Marvel’s next big superhero movie is Captain Marvel, and unlike most of the franchise’s films, this one’s set in the 1990s. Accordingly, Marvel has launched a website that fits the timeframe, a throwback to web design of the era, complete with awkward animations, fonts, and colors.
I don’t know why so much shade is thrown at 90s website.. they were cutting edge and inventive, they heralded in a new age of the net.. and yes, retro in a sense.. but in the modern age we crave it ..
Considering the dizzying popularity of the NES Classic—Nintendo reported in January that they had sold 1.5 million units—it’s difficult to find the logic in ending production. The product’s entire brief life seems, in hindsight, to have been a rolling disaster: Product shortages popped up almost immediately upon release in November, and even now, four months after the holiday season is over, Nintendo still hasn’t managed to overcome the scarcity issues. Repeatedly, Nintendo has stated that they were surprised by the high demand for the micro console and their supply chains struggled to product enough units to accommodate it.

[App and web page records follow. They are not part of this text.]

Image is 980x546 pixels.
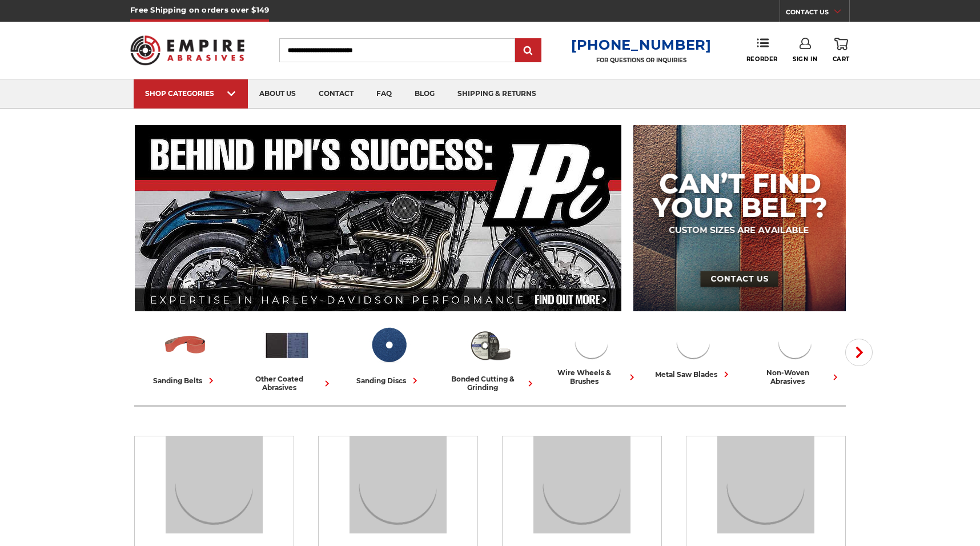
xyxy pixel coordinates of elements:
p: FOR QUESTIONS OR INQUIRIES [571,57,712,64]
div: bonded cutting & grinding [444,375,536,391]
div: non-woven abrasives [749,368,841,385]
a: blog [403,80,446,108]
img: Sanding Belts [161,322,209,369]
img: Sanding Belts [166,436,263,533]
img: Bonded Cutting & Grinding [717,436,814,533]
img: Sanding Discs [533,436,630,533]
a: sanding discs [342,322,435,387]
a: sanding belts [138,322,231,387]
div: sanding belts [153,375,217,387]
a: faq [365,80,403,108]
img: Empire Abrasives [130,28,245,73]
a: Cart [833,38,849,63]
div: wire wheels & brushes [545,368,637,385]
img: Metal Saw Blades [672,322,714,363]
a: [PHONE_NUMBER] [571,36,712,53]
div: SHOP CATEGORIES [145,89,236,98]
div: sanding discs [356,375,421,387]
a: non-woven abrasives [749,322,841,385]
a: Reorder [747,38,778,62]
a: shipping & returns [446,80,547,108]
img: Wire Wheels & Brushes [571,322,612,363]
div: metal saw blades [655,368,732,380]
img: Bonded Cutting & Grinding [466,322,514,369]
button: Next [845,338,872,366]
a: wire wheels & brushes [545,322,637,385]
div: other coated abrasives [240,375,333,391]
img: Banner for an interview featuring Horsepower Inc who makes Harley performance upgrades featured o... [135,125,622,311]
span: Sign In [793,55,817,63]
img: Sanding Discs [365,322,412,369]
a: about us [248,80,307,108]
a: bonded cutting & grinding [444,322,536,391]
span: Reorder [747,55,778,63]
img: promo banner for custom belts. [633,125,846,311]
img: Other Coated Abrasives [350,436,447,533]
img: Other Coated Abrasives [264,322,310,369]
a: CONTACT US [786,6,849,22]
a: contact [307,80,365,108]
a: metal saw blades [647,322,740,380]
a: other coated abrasives [240,322,333,391]
img: Non-woven Abrasives [774,322,815,363]
span: Cart [833,55,849,63]
input: Submit [517,39,540,62]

It shouldn’t have surprised the company, though—and the fact that it did is awfully telling. Preloaded with 30 original NES games, the Classic offered an entire generation of Nintendo fans an easy way to play games that they hadn’t spent time with in years. It’s a different, broader audience than the type likely to buy a dedicated Nintendo home console like the Wii U or Switch, and it hit all the right buttons at a time when the availability of classic Nintendo products was at an all-time low.
This points to an ongoing problem that has plagued the company for years: Nintendo doesn’t seem to understand, or be interested in, the ongoing interest and affection people have for their old games. People, whether they consider themselves gamers or not, want to play Mario games, want to remember what it was like to catch Pikachu for the first time, want to feel the thrill of getting the Master Sword in The Legend of Zelda: A Link to the Past. Nostalgia is a hell of a drug, and videogames in general are excellent at evoking it.